The Repetitions of Toddlers

We took our grand-daughter to the Busselton foreshore this afternoon. It’s a great place for kids. There were quite a few kids swimming in the enclosed sea-pool. There were adults strolling on the grass, enjoying Simmo’s ice-creams. The famous jetty was crowded with people, some just venturing out 30 metres to the kiosk, others making their way to the aquarium one kilometre out to sea.

Aurora turns two in just a few weeks, so she’s an active toddler. She enjoyed an ice-cream. She swallowed about 80% of it; she smeared the other 20% from face to toes like 50+ sun-cream.

We wandered off, expecting her to enjoy all the activity around her. We came across a three-step brick staircase designed in a wide semi-circle. Aurora’s eye glinted. She grasped the rail, and took herself down the three steps at the end. Then she toddled off to the centre to the next rail, and hauled herself up again. She was very pleased with herself. We were ready to move on, as adults always are, but she went back to the end, grasped the rail and hauled herself down again. Of course we applauded her.
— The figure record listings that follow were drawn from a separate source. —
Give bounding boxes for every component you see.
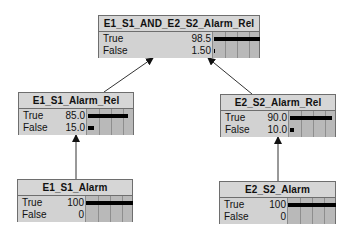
state-row-true: True 100 <box>224 199 286 211</box>
belief-bar-false <box>214 49 215 53</box>
state-value: 100 <box>269 199 286 211</box>
state-label: True <box>225 112 245 124</box>
belief-bar-false <box>290 128 294 132</box>
state-value: 0 <box>78 209 84 221</box>
state-row-true: True 100 <box>22 197 84 209</box>
state-label: False <box>23 122 47 134</box>
node-e2-s2-alarm-rel[interactable]: E2_S2_Alarm_Rel True 90.0 False 10.0 <box>220 94 336 137</box>
state-label: True <box>224 199 244 211</box>
state-value: 98.5 <box>192 33 211 45</box>
node-e1-s1-and-e2-s2-alarm-rel[interactable]: E1_S1_AND_E2_S2_Alarm_Rel True 98.5 Fals… <box>98 15 260 58</box>
state-label: False <box>22 209 46 221</box>
state-row-true: True 90.0 <box>225 112 287 124</box>
node-e2-s2-alarm[interactable]: E2_S2_Alarm True 100 False 0 <box>219 181 336 224</box>
belief-bar-grid <box>85 196 132 222</box>
belief-bar-grid <box>288 111 335 137</box>
state-value: 1.50 <box>192 45 211 57</box>
state-label: True <box>23 110 43 122</box>
belief-bar-true <box>88 114 128 118</box>
state-value: 10.0 <box>268 124 287 136</box>
state-row-false: False 10.0 <box>225 124 287 136</box>
belief-bar-grid <box>86 109 133 135</box>
state-value: 90.0 <box>268 112 287 124</box>
edge-right-mid-to-top <box>208 58 252 94</box>
state-value: 85.0 <box>66 110 85 122</box>
state-row-false: False 1.50 <box>103 45 211 57</box>
belief-bar-true <box>290 116 332 120</box>
belief-bar-grid <box>212 32 259 58</box>
node-title: E2_S2_Alarm <box>220 182 335 198</box>
state-label: False <box>224 211 248 223</box>
state-label: True <box>22 197 42 209</box>
belief-bar-true <box>86 201 133 205</box>
edge-left-mid-to-top <box>104 58 153 92</box>
state-row-false: False 0 <box>224 211 286 223</box>
node-title: E2_S2_Alarm_Rel <box>221 95 335 111</box>
state-row-true: True 98.5 <box>103 33 211 45</box>
belief-bar-false <box>88 126 94 130</box>
node-e1-s1-alarm[interactable]: E1_S1_Alarm True 100 False 0 <box>17 179 133 222</box>
state-row-false: False 15.0 <box>23 122 85 134</box>
state-row-true: True 85.0 <box>23 110 85 122</box>
state-row-false: False 0 <box>22 209 84 221</box>
node-title: E1_S1_AND_E2_S2_Alarm_Rel <box>99 16 259 32</box>
belief-bar-grid <box>287 198 335 224</box>
node-e1-s1-alarm-rel[interactable]: E1_S1_Alarm_Rel True 85.0 False 15.0 <box>18 92 134 135</box>
state-label: False <box>103 45 127 57</box>
state-label: False <box>225 124 249 136</box>
node-title: E1_S1_Alarm_Rel <box>19 93 133 109</box>
state-value: 0 <box>280 211 286 223</box>
belief-bar-true <box>214 37 260 41</box>
state-label: True <box>103 33 123 45</box>
state-value: 15.0 <box>66 122 85 134</box>
node-title: E1_S1_Alarm <box>18 180 132 196</box>
state-value: 100 <box>67 197 84 209</box>
belief-bar-true <box>288 203 336 207</box>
Back to the centre rail and up again. Her grin was wide and infectious. Aurora was having fun, and she had Grandma and Grandpa’s attention. Over and over again. How many times? Seven times? No: seven times seven. Maybe seventy times seven. Well, actually, it was probably about seven to ten times.
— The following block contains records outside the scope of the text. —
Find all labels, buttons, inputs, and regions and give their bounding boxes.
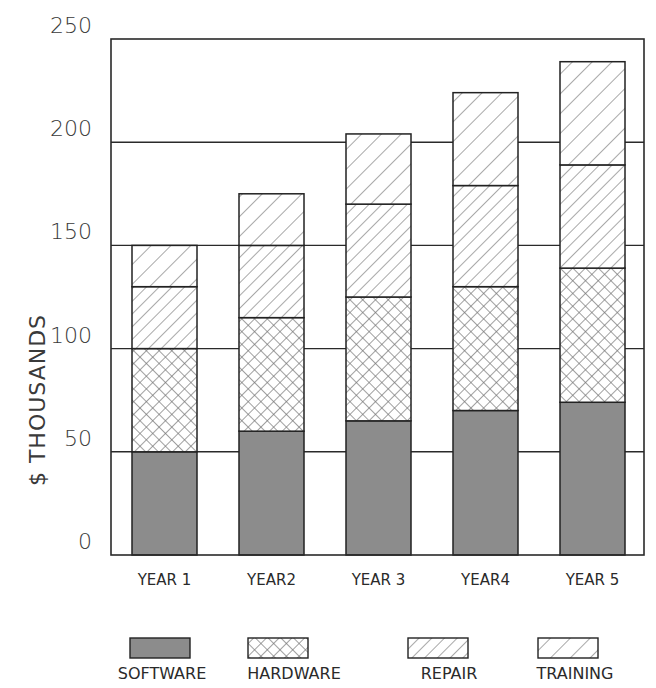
legend-item-training: TRAINING [536, 638, 614, 683]
bar-segment-software [560, 402, 625, 555]
bar-segment-hardware [132, 349, 197, 452]
y-tick-label: 150 [50, 219, 92, 244]
bar-segment-software [239, 431, 304, 555]
legend-label: REPAIR [421, 664, 478, 683]
bar-5 [560, 62, 625, 555]
y-tick-label: 100 [50, 323, 92, 348]
legend-swatch [130, 638, 190, 658]
x-tick-label: YEAR 3 [351, 571, 406, 589]
bar-segment-training [239, 194, 304, 246]
bar-4 [453, 93, 518, 555]
legend-label: SOFTWARE [118, 664, 207, 683]
x-tick-label: YEAR2 [246, 571, 296, 589]
bar-segment-hardware [560, 268, 625, 402]
stacked-bar-chart: 050100150200250 $ THOUSANDS YEAR 1YEAR2Y… [0, 0, 656, 688]
legend: SOFTWAREHARDWAREREPAIRTRAINING [118, 638, 614, 683]
x-tick-label: YEAR 1 [137, 571, 192, 589]
legend-label: HARDWARE [247, 664, 341, 683]
legend-swatch [248, 638, 308, 658]
y-tick-label: 200 [50, 116, 92, 141]
bar-segment-repair [453, 186, 518, 287]
bar-segment-training [346, 134, 411, 204]
bar-segment-repair [132, 287, 197, 349]
y-axis-ticks: 050100150200250 [50, 13, 92, 554]
bar-segment-training [132, 245, 197, 286]
y-tick-label: 0 [78, 529, 92, 554]
y-axis-label: $ THOUSANDS [25, 314, 50, 486]
legend-item-repair: REPAIR [408, 638, 477, 683]
x-tick-label: YEAR 5 [565, 571, 620, 589]
bar-segment-hardware [453, 287, 518, 411]
bar-segment-hardware [239, 318, 304, 432]
legend-item-software: SOFTWARE [118, 638, 207, 683]
bar-segment-software [453, 411, 518, 555]
bar-2 [239, 194, 304, 555]
legend-item-hardware: HARDWARE [247, 638, 341, 683]
bars [132, 62, 625, 555]
y-tick-label: 50 [64, 426, 92, 451]
bar-segment-hardware [346, 297, 411, 421]
bar-segment-training [560, 62, 625, 165]
legend-swatch [538, 638, 598, 658]
bar-segment-software [132, 452, 197, 555]
bar-segment-repair [346, 204, 411, 297]
bar-segment-repair [239, 245, 304, 317]
bar-segment-training [453, 93, 518, 186]
bar-segment-software [346, 421, 411, 555]
bar-3 [346, 134, 411, 555]
bar-segment-repair [560, 165, 625, 268]
y-tick-label: 250 [50, 13, 92, 38]
bar-1 [132, 245, 197, 555]
x-tick-label: YEAR4 [460, 571, 510, 589]
x-axis-labels: YEAR 1YEAR2YEAR 3YEAR4YEAR 5 [137, 571, 620, 589]
legend-label: TRAINING [536, 664, 614, 683]
legend-swatch [408, 638, 468, 658]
Aurora & GP on the stepsBut toddlers do learn by joyous repetition. Climbing steps – today – was just the challenge Aurora needed, and it was far more compelling for her than the attractions of the Busselton foreshore.

In our humility we need to learn by joyous repetition too, as we are toddlers in God’s kingdom. The action that challenges me is forgiveness. I don’t do it automatically, just as Aurora instinctively knows an adults automatically climbs steps. I can only become a forgiving person if I practise like a toddler with obsessive repetition. How many times? Seven times? No. Seven times seven. Or maybe seventy times seven.

As a teacher, Aurora is in good company.

Never stop being a child

We sometimes think being a child is something that happens between the ages of three and thirteen, and then it’s over. We’re no longer that child when we become the adolescent and then the adult. We read Erik Erikson’s stages of human development, and think that when we have completed the childhood tasks of trust, autonomy, initiative and competence, we leave them behind. Or we look at James Fowler’s influential stages of faith, and think that when a teenager begins to name their own belief system, they have entered the ‘synthetic-conventional’ stage, and the ‘intuitive-projective’ and ‘mythic-literal’ stages of childhood no longer have any sway in their life.

The truth is that we carry each stage with us: it remains important that as adults we attach to people with trust; that we continue to approach tasks with a sense of initiative and personal responsibility. In our faith-life, we continue as adults to find riches in the stories of our faith taken literally and simply, and continue to draw strength from the community’s understanding of God, even as we deepen our own understanding of who the Divine One is.

Hainz Streib's Styles of Religious Development

Hainz Streib’s Styles of Religious Development

That’s why I like Heinz Streib’s ‘Styles of Development’ in which he shows how different styles of being religious dominate as we develop, but the earlier styles continue underneath – as his diagram illustrates.

Our childhood lives in our heads. In my thirties, I was a school chaplain. I deliberately remembered my feelings as a farm boy sent to boarding school to empathise with the boys in my care.

In my forties and fifties, my childhood memories crowded my dreams forcing me to make sense of my present life through the symbols of my past.

Now in my sixties, I am grandpa for four little kids and I recall my childhood to understand the dynamics of parents and children and grand-children, and work out what I can contribute to their flourishing.

If our childhood is still part of us, then we should continue to honour it. We need play. We need nurture. Who we are now is built on the foundation of our childhood, so reflection on our childhood helps us understand ourselves.

The characteristics of childhood like its openness are also vital for our relationship with God.